Federal Courts and Nominations

Appeals Court Dismisses Virginia’s Challenge to Obama Health Care Law

A federal appeals court on Thursday rejected Virginia’s challenge to President Obama’s health care law, saying in a ruling that the state doesn’t have a right to bring a lawsuit.

The unanimous decision from the three-judge panel of the 4th U.S. Circuit Court of Appeals overturns a lower court’s decision to declare the law unconstitutional and is the second appellate court ruling in favor of the government’s right to require individuals to buy health insurance or pay a penalty.

But the court on Thursday stopped short of ruling whether the individual mandate in the health care law is constitutional; it strictly examined Virginia’s right to sue.

The court also dismissed a second lawsuit from Liberty University for the same reason.

The Supreme Court will likely have the final say on the health care law after more than 30 lawsuits were filed and contradictory rulings were issued from appellate courts in other parts of the country. Last month, an appeals court in Atlanta ruled against the law, saying the provision to buy health care insurance is unconstitutional. But an appeals court in Cincinnati has upheld the law. 

Virginia filed its lawsuit in March 2010, the same day that Obama signed the legislation. The following day, the state passed its own law, known as the Virginia Health Care Freedom Act (VHCFA), declaring that individuals cannot be forced to buy health insurance and sued on that basis.

But the court ruled Thursday that the VHCFA does not create the kind of conflict that allows for a challenge in federal court. 

“The individual mandate in the health care law does not affect Virginia’s ability to enforce VHCFA,” the court opined. “Rather, the Constitution itself withholds from Virginia the power to enforce VHCFA against the federal government.”

All three judges on the Virginia panel were appointed by Democratic presidents — two by Obama and one by Bill Clinton.

Virginia Attorney General Ken Cuccinelli vowed to appeal the ruling.

“Obviously, we are disappointed in the ruling,” he said. “Our disappointment not only stems from the fact that the court ruled against us, but also that the court did not even reach the merits on the key question of Virginia’s lawsuit — whether Congress has a power never before recognized in American history: the power to force one citizen to purchase a good or service from another citizen.”

Stephen Presser, a law professor at Northwestern University, called the ruling a “highly technical decision.”

“This decision might well be questionable, but the court did note that important constitutional issues were involved, and even the court conceded that those issues should be resolved in an appropriate forum,” he said.

“This is a further indication that the United States Supreme Court should soon resolve this issue, now that both the district courts and the court of appeals have issued contradictory decisions both on the standing and substantive issues,” he said.

Elizabeth Wydra, the chief counsel to the Constitutional Accountability Center, said that Thursday’s decision is a “clear indication” that the challenges from Virginia and Liberty University to the law were a “flawed vehicle for debating this important law.”

“The procedural obstacles that the plaintiffs tried to hurdle in bringing these cases in the first place show their challenges to be far more about politics than constitutional law,” she said.

Ilya Shapiro of the Cato Institute said the ruling doesn’t affect any other case and should only speed up the Supreme Court’s consideration of the case.

“All of the constitutional issues attending the individual mandate have now been exhaustively ruled upon by three federal appellate courts in four separate cases,” Shapiro said. “While the D.C. Circuit will hear argument in yet another suit later this month, there’s no reason for the Supreme Court to delay its review.

“As President Obama unveils yet another plant to stimulate job creation, it’s time to finally put an end to the uncertainty over the fate of his most economically damaging piece of legislation.”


▶ [DESCRIPTION OF THE TASK]:
Pick out the lines below with "chart" and list them.

▶ [DATA PROVIDED]:
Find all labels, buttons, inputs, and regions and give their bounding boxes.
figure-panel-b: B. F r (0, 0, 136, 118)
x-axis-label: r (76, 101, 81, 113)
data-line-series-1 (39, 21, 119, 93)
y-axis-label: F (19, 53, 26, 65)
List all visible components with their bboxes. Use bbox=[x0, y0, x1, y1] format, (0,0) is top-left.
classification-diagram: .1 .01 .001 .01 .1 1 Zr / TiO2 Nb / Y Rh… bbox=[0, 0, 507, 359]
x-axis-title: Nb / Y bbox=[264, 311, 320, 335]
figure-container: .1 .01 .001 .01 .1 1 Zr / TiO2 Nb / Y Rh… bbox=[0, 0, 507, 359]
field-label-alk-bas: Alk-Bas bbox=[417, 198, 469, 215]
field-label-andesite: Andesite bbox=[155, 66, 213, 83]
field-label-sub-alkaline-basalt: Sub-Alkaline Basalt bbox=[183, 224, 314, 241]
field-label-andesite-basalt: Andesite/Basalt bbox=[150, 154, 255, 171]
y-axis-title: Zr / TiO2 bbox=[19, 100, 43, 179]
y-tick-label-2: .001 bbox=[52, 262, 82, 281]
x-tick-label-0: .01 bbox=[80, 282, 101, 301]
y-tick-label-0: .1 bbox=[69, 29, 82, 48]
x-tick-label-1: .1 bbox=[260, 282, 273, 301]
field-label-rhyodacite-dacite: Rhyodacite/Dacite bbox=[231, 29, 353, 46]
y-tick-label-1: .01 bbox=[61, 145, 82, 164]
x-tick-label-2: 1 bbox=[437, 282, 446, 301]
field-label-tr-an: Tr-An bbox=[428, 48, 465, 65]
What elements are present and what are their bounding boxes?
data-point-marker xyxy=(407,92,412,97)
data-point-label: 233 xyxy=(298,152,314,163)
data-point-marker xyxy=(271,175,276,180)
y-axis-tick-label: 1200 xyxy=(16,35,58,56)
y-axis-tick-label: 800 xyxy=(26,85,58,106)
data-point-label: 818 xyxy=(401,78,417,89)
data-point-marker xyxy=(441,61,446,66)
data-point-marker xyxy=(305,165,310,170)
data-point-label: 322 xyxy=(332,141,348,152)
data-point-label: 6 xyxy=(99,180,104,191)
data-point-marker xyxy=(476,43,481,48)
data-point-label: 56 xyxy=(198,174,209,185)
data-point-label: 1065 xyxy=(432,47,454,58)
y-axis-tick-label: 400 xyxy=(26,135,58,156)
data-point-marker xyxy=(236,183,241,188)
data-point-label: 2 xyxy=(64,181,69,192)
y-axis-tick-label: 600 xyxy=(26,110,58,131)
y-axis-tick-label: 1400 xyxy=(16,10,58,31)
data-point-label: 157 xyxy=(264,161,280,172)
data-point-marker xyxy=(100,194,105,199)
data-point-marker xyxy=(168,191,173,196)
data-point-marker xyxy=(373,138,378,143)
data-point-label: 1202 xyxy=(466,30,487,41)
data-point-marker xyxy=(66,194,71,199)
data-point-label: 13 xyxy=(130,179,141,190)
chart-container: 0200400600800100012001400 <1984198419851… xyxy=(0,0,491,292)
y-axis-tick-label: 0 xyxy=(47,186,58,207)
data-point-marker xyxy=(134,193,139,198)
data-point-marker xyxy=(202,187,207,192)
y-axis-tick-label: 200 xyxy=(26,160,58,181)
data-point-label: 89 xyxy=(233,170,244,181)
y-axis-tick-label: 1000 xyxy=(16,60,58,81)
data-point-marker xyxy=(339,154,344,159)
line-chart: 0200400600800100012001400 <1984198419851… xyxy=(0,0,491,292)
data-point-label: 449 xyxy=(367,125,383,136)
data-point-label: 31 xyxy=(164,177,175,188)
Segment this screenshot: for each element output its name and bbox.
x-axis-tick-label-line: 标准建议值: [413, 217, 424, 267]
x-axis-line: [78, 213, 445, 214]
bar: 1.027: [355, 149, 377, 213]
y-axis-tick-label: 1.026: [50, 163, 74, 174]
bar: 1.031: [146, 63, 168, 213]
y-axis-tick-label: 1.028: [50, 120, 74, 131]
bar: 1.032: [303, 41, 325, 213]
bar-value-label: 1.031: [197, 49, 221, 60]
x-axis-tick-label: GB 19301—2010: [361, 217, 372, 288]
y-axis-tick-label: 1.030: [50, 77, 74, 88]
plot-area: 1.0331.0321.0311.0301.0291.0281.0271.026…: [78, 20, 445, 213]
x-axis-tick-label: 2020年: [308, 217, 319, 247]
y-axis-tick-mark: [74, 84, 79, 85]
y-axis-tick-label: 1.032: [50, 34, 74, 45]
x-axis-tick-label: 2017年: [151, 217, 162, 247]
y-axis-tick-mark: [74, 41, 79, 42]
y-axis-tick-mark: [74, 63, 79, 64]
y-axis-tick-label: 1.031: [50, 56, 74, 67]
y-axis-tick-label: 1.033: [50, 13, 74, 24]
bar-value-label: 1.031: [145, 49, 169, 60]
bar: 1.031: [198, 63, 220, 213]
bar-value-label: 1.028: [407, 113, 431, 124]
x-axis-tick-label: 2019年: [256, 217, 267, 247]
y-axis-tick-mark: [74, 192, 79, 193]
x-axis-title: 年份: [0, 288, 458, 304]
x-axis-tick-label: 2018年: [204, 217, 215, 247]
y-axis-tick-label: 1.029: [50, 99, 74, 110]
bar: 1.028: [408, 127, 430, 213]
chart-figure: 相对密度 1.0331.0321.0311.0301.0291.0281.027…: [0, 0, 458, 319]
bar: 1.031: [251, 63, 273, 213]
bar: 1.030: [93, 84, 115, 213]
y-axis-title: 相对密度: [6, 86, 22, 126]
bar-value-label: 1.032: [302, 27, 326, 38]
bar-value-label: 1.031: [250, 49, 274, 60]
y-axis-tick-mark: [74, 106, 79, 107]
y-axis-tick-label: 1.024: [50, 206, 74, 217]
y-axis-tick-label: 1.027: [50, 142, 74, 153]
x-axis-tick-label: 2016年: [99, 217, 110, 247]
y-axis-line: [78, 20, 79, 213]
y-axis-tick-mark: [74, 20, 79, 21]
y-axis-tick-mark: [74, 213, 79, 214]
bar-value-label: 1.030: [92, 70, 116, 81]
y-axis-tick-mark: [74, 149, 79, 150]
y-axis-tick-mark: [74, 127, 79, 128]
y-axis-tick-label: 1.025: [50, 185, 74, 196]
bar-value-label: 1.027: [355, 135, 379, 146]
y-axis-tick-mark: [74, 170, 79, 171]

▶ [RESPONSE TO THE EXERCISE]:
chart-container: 0200400600800100012001400 <1984198419851… xyxy=(0,0,491,292)
line-chart: 0200400600800100012001400 <1984198419851… xyxy=(0,0,491,292)
chart-figure: 相对密度 1.0331.0321.0311.0301.0291.0281.027…: [0, 0, 458, 319]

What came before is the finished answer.